Timothée Chalamet committed hard to playing Bob Dylan in “A Complete Unknown,” the biopic for which he’s earning Oscar buzz for his performance as the legendary singer-songwriter. There are rumors that he stayed in character at all times and insisted that people call him “Bob” on set.
Chalamet addressed the rumors in an interview with The Hollywood Reporter, saying that he didn’t always stay in character or insist on being addressed as “Bob,” but he would answer to it.
“It’s the furthest I’ve stretched myself,” Chalamet explained. “And it became so biblical to me in terms of this man’s life and his work that I felt if I let my focus err for a second, that I’d be self-loathing about it for years to come. I had three months to play Bob Dylan and the rest of my life I don’t get to be about that, so why not give it my all?”
Director James Mangold, who was also part of the interview, chimed in to say that judgmental questions about Chalamet’s process “piss him off.”
“The whole, ‘Did everyone have to call you Bob?’ Because it’s not obsessive,” he said. “If I were managing a baseball team, and I had a pitcher and we were in the f–king World Series, do I want him f–king walking down a hallway with a hundred people going, ‘Orel!’ No, I want him f–king focused. I want him thinking about his fastball. I want him thinking about his job. That’s what we’re here to do. We’re not here to sign autographs. We’re not here to entertain. We’re here to make a f–king movie about a character and the sh—ton of judgment going to be leveled on that young man’s shoulders. Any level of focus that he’s asking of himself, to me, should be honored and not called obsessive. It’s called doing your f–king job. That’s just my two cents on that.”
Elle Fanning, who plays Dylan’s (fictionalized) girlfriend Sylvie Russo, added that first assistant directors, who wrangle the actors on set, call actors by the character name on the call sheet. So it’s very normal that he would be called “Bob.”
“They do typically call you your character,” Chalamet confirmed. “But all that stuff about in-character Method work, that’s really not how I pushed this. There’s stuff you pointedly avoid, like cellphone use or things that are nakedly contemporary that could throw you. But [Method] wasn’t my MO at all. I realized how funny it was when Elle pulled me aside and said, ‘They told me I have a rehearsal with Bob. I got so excited. I thought Bob Dylan was coming, and it’s Timmy.’”
In a previous interview with Rolling Stone, Edward Norton, who plays folk singer Pete Seeger in the film, said that Chalamet was “relentless” in his dedication to the role. “No visitors, no friends, no reps, no nothing. ‘Nobody comes around us while we’re doing this,’” Norton said. “We’re trying to do the best we can with something that’s so totemic and sacrosanct to many people. And I agreed totally — it was like, we cannot have a f–king audience for this. We’ve got to believe to the greatest degree we can. And he was right to be that protective.” And Monica Barbaro, who plays folk singer Joan Baez, said that when Chalamet got too deep into conversation as himself, his Bob Dylan accent would start to slip, so he often kept to himself to maintain focus.
“A Complete Unknown” is now playing in select theaters and goes wide on Christmas Day.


DIRECTIONS: Report each line of the data that has "mother" somewhere in it.

Start of GIVEN RECORDS

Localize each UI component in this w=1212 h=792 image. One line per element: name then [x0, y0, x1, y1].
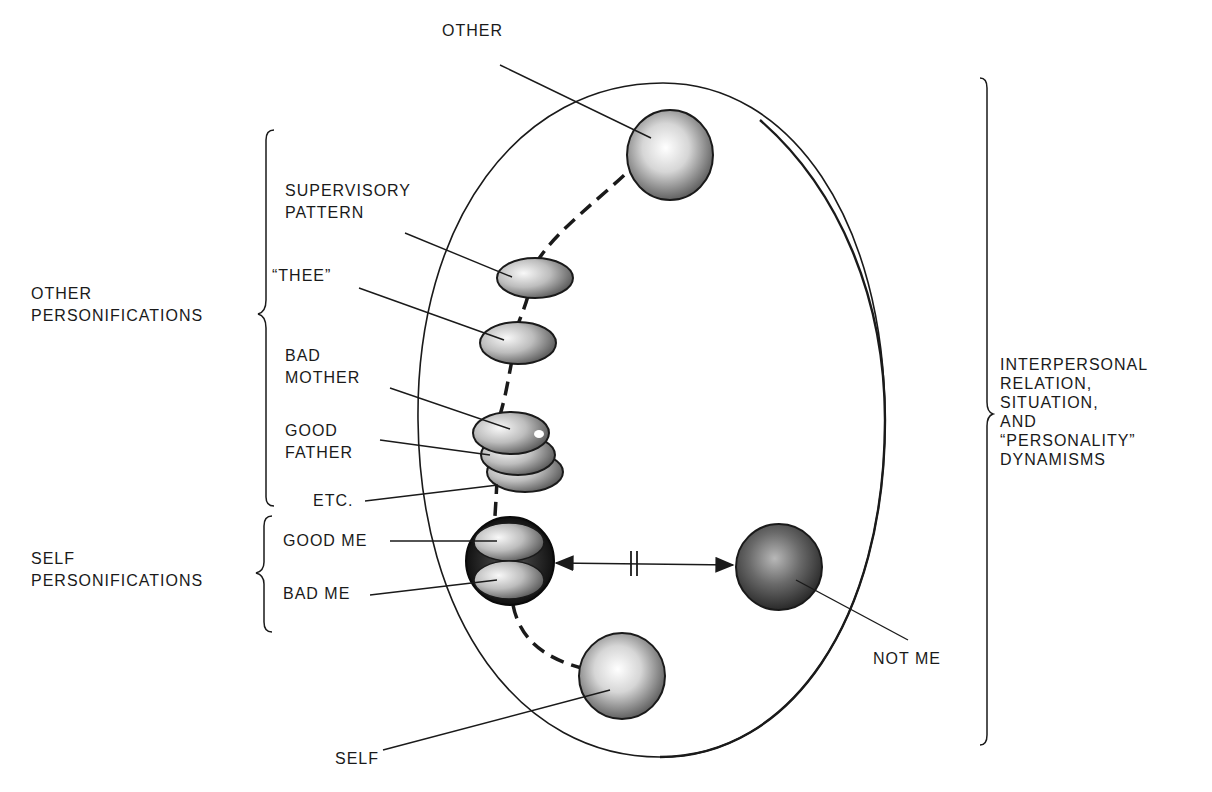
good-me-disc[interactable] [474, 523, 544, 561]
label-bad-mother: BAD MOTHER [285, 345, 360, 389]
brace-self-personifications [256, 516, 272, 632]
label-supervisory-pattern: SUPERVISORY PATTERN [285, 180, 411, 224]
self-sphere[interactable] [579, 633, 665, 719]
other-sphere[interactable] [627, 110, 713, 200]
label-good-father: GOOD FATHER [285, 420, 353, 464]
label-thee: “THEE” [272, 265, 331, 287]
label-other-personifications: OTHER PERSONIFICATIONS [31, 283, 203, 327]
broken-double-arrow [556, 551, 733, 576]
brace-dynamisms [980, 78, 993, 745]
brace-other-personifications [258, 130, 274, 506]
label-bad-me: BAD ME [283, 583, 350, 605]
bad-me-disc[interactable] [474, 561, 544, 599]
label-self-personifications: SELF PERSONIFICATIONS [31, 548, 203, 592]
label-etc: ETC. [313, 490, 353, 512]
label-self: SELF [335, 748, 379, 770]
supervisory-pattern-disc[interactable] [497, 258, 573, 298]
label-not-me: NOT ME [873, 648, 941, 670]
not-me-sphere[interactable] [736, 524, 822, 610]
bad-mother-disc[interactable] [473, 412, 549, 454]
label-good-me: GOOD ME [283, 530, 367, 552]
label-dynamisms: INTERPERSONAL RELATION, SITUATION, AND “… [1000, 355, 1148, 469]
label-other: OTHER [442, 20, 503, 42]
self-personifications-sphere[interactable] [466, 517, 554, 605]
thee-disc[interactable] [480, 322, 556, 364]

End of GIVEN RECORDS

EXERCISE SOLUTION:
label-bad-mother: BAD MOTHER [285, 345, 360, 389]
bad-mother-disc[interactable] [473, 412, 549, 454]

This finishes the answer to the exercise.